WaitingA lot of people here on the Dice Blogs and other career sites advocate for you, the job seeker. There is their advice, of course -- some of it very specific in its intent to help you get a position. After all, we want you to succeed. Often, though, the reaction we get isn't about the advice, it's about the job itself. As in, the job sucks so why try so hard? As in that company sucks, so why put out the effort? One user on my site went so far as to call all this advice "interview heroics." As in, "Why go through all these interview heroics to end up with a mediocre job?" It's a valid question. And here's the answer.

1. You don't have a choice about taking a job UNTIL you've received an offer.

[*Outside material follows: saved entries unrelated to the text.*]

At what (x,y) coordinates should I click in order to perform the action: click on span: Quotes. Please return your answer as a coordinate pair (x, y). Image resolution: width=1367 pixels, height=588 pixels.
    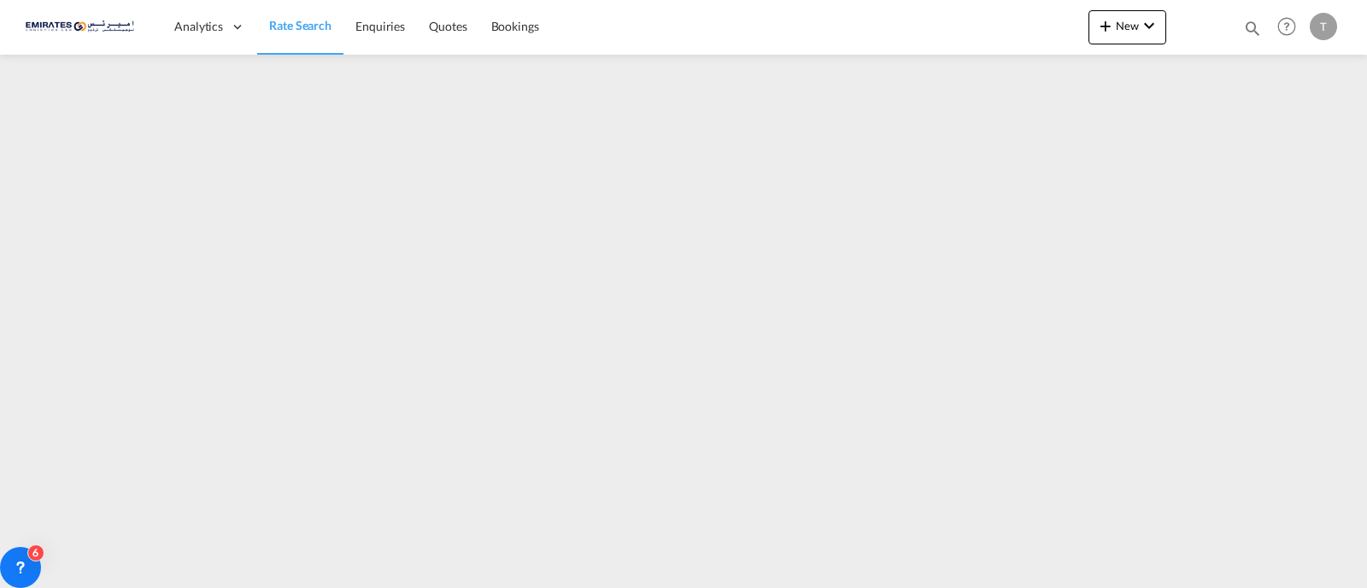
    Looking at the image, I should click on (448, 26).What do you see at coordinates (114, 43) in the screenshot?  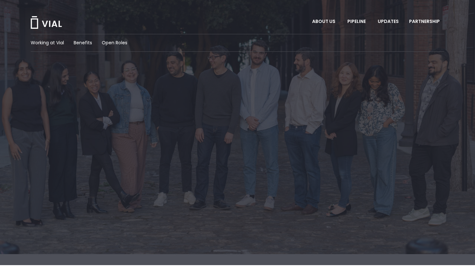 I see `a: Open Roles` at bounding box center [114, 43].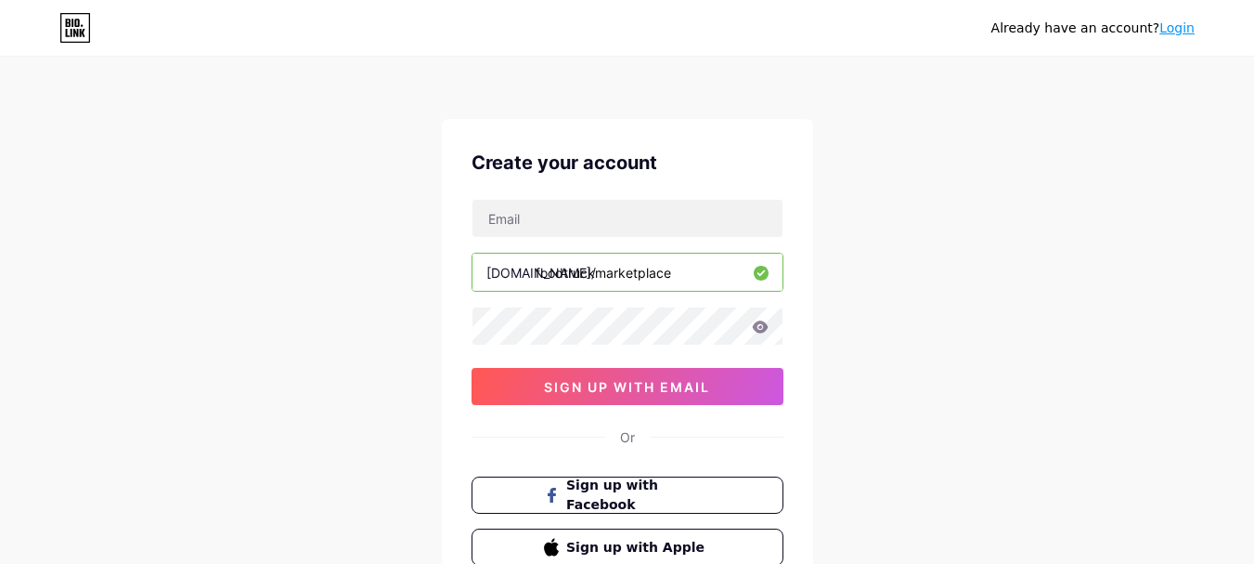 The width and height of the screenshot is (1254, 564). I want to click on a: Sign up with Facebook, so click(628, 495). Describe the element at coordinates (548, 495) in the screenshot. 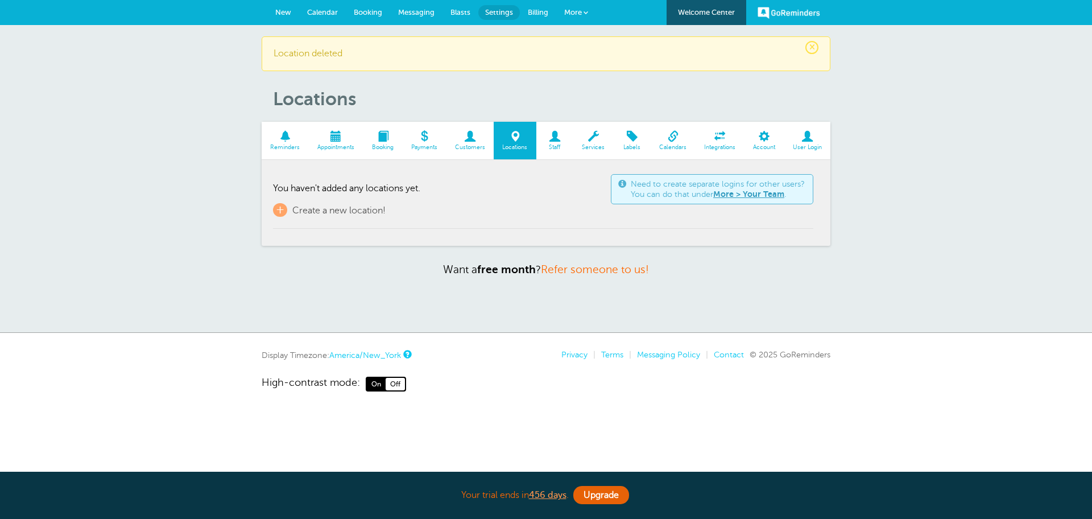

Now this may seem brilliantly basic, but people still miss this point. Until a company offers you a job, you have no choice about taking a job -- mediocre, sucky, stellar or not. The goal of your resume is to get you a phone interview. The point of the phone interview is to get a face-to-face interview. And the face-to-face interview is about getting you a job offer. Without the job offer, the job search is not a success. Only with the offer do you get the opportunity to work a different gig than the one you have now.

2. Interview skills are the poorest job skills most people have.

This makes sense -- we look for jobs a lot less often than we use Microsoft Office. We're going to do better with the job skills we use the most, not with the ones we use the least. If you interview for a job every couple of years, you won't do as well as you do in the work you do every day. (By the way, the same is true for the hiring manager. He or she doesn't get to practice interviewing every day either.) Consequently, you want to take every opportunity in the hiring process to use -- and improve -- your job-searching skills. Can your resume be improved? How about phone interviews? Can you practice face-to-face interviews more? How about effectiveness at supporting your business network to find opportunities? Practice makes perfect -- so use the opportunities given to you to improve your skills.

Interview heroics are worth the effort

You and I may or may not agree that in the end a corporate job isn't the best thing to do with your life. But we should agree that improving our personal skills to get the best possible employment security is worth the effort. The way you improve skills is to practice using those skills, "heroic" as they may be.